Ticket to Ride: The Roller Coaster of Faith



The trust saga continues.

I have been raving for two years now about the amazingness of Ann Voskamp's book, One Thousand Gifts. I read it with my book club over several months and I thought that its message of gratitude and finding the joy in the ugly beautiful had oozed into every pore of my dry little heart.

I thought wrong.

It only took a revisit to the topic in our weekly Bible Study (this time with the video series along with the book), a roller coaster ride through a tumultuous situation, and a revealing text conversation with one of my kindreds, Sarah, to shine the light on my ignorance.

I would like to think that I "live what I believe."

Yes...I would love to think that.

But what I have come to see in the last two weeks is that it's much easier to spout off a philosophy than to actually live it out.
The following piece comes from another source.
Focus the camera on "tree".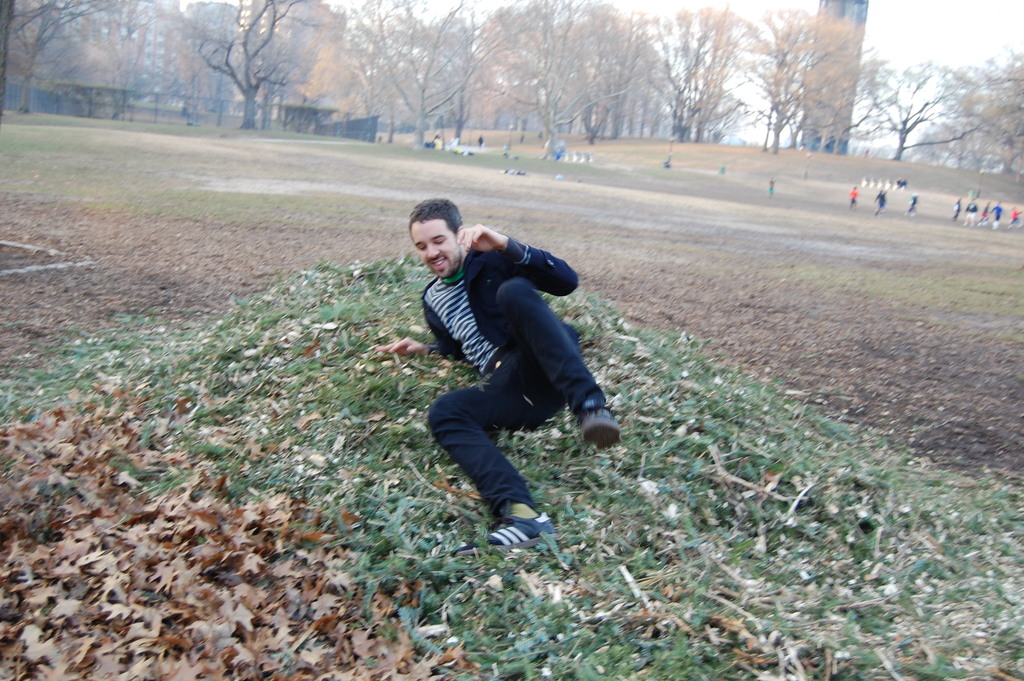
Focus region: 0:0:1023:121.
When push comes to shove, or that roller coaster screams through the station and goes around for yet another lap, I am finding what I truly believe.
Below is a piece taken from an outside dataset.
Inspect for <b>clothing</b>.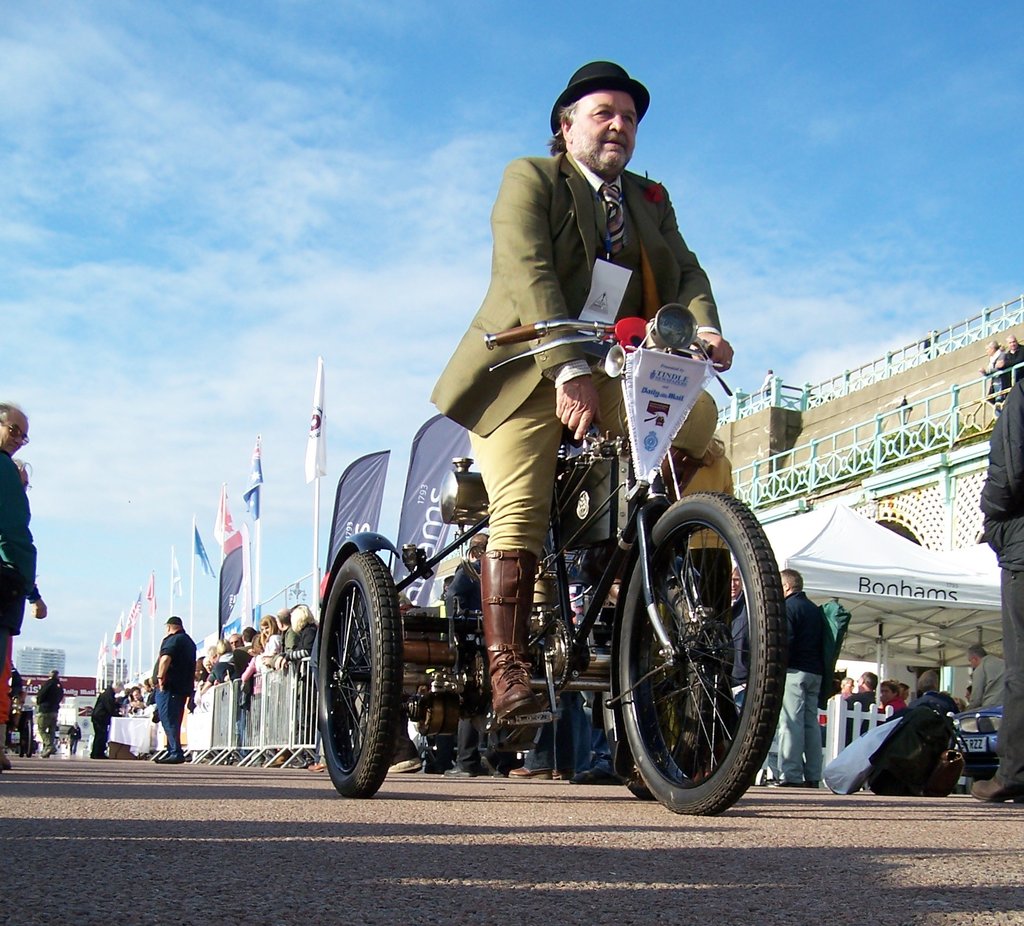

While roller coasters are thrilling and breath-taking and are a lot of fun to shriek and be terrified on for a few moments, no one really wants to ride one for any serious length of time.

The "fun" wears off eventually and what once gave you "tickle bellies" on those huge drops now just makes you want to throw up.

I would love to think that I am always up for an adventure...that God could throw down a challenge and I would eagerly embrace it...that I would move through said challenge with poise and grace -- a shining beacon of an example to all who know me.

Instead, I feel like I am losing my mind.

Or at the very least, a measure of my faith.

I am incredibly disappointed to discover that I'd rather watch someone else ride the roller coaster of life with poise and grace and admire it from the sidelines. Because, I thought I would be the one with my hands up in the air hollering with delight at the ups and downs and encouraging people to get on.

But, I'm not.

Because the truth is that despite all of my talk of loving change and getting out of the rut, apparently safe and the same suits me just fine.

Last week, I posted about how after a long wait in a very small house (by American standards, mind you), I felt like it was finally God's timing to move us to something else. We had been patiently (okay...minimally patient) waiting for God's yes -- waiting for a better market, a better financial situation and just waiting because it felt like He was saying to just wait.

We moved out in that faith by putting our house up on the market so that we could place an offer on a house we loved and then lost. And that was sad. But we were still selling our house. We would get a chunk of change out after escrow and then find our dream place. We had two viable and strong offers. We took the highest and best. They signed...and then changed their mind the next morning.

No worries. We took the second best offer. They signed. They changed their mind the next morning -- after I posted on Facebook that we sold our house (and yes, we are still fielding congratulations from friends and family every time they see us...lesson learned.)

So now we have no offers. Our showings have slowed to an anemic trickle. Half of the stuff we removed from our house is in my parent's garage and the other half in is ours. I'm homeschooling out of a plastic crate and I can't find anything. I lose my business every time a child lays something down out of place in my "show-ready" house.

This quick sale and transition to something else seems to have turned into a game of Monopoly and I feel like I am not passing Go or collecting $200. In fact, I feel like I am perpetually in jail with no get out of jail free card available.

Did I mishear you God?

What lesson am I supposed to learn here?

Oh wait...the one where I say I believe what Voskamp penned about "all is grace," but then throw a huge hissy fit when you don't do what I want you to do and grace seems like the last thing I'm feeling from you?

Oh that...

Yesterday at Bible Study, I was reminded by sweet Ann that stress is really a form of disbelief -- "practical atheism" she calls it.

And she's right. How can I feel physical stress in my body and disquiet and unrest in my spirit if I truly believe that all is grace and that even in my crazy coaster ride, that God is calmly and carefully operating it.

Is it possible that I could throw one of my hands up over my mouth and raise the other high in the air -- the universal roller coaster riding sign for, "I want off this thing!!"

Wait...what?

Get off the roller coaster, you say?

I could actually do that?

And here is the truth....

I don't have to sit there and submit to the suspension of gravity through the loops and corkscrews?

I may not always be able to choose whether this ride through life goes from sedately cruising in a slow boat of "It's a Small World" to the heart pounding drop of "Goliath," but no one every said I have to stay on it indefinitely.

The choice to continue to ride or get off is mine.

So today...I make another choice.

I refuse to live in fear and the nausea of practical disbelief.

I choose to let go of my pre-conceived idea of what this ride should look like.

I choose to let go of my notion that winners never quit and quitters never win.

I choose to not make this ride about me, but to make it about Him.

I choose joy and gratitude and to believe that all is grace. (and yes...I actually did just snap on my "Choose Joy" bracelet as a physical reminder.)

I choose to get off, grab some cotton candy, and enjoy a stroll along the boardwalk of life with my family.

Because I'm reminded once again...it's not the house, but the home you make inside of it.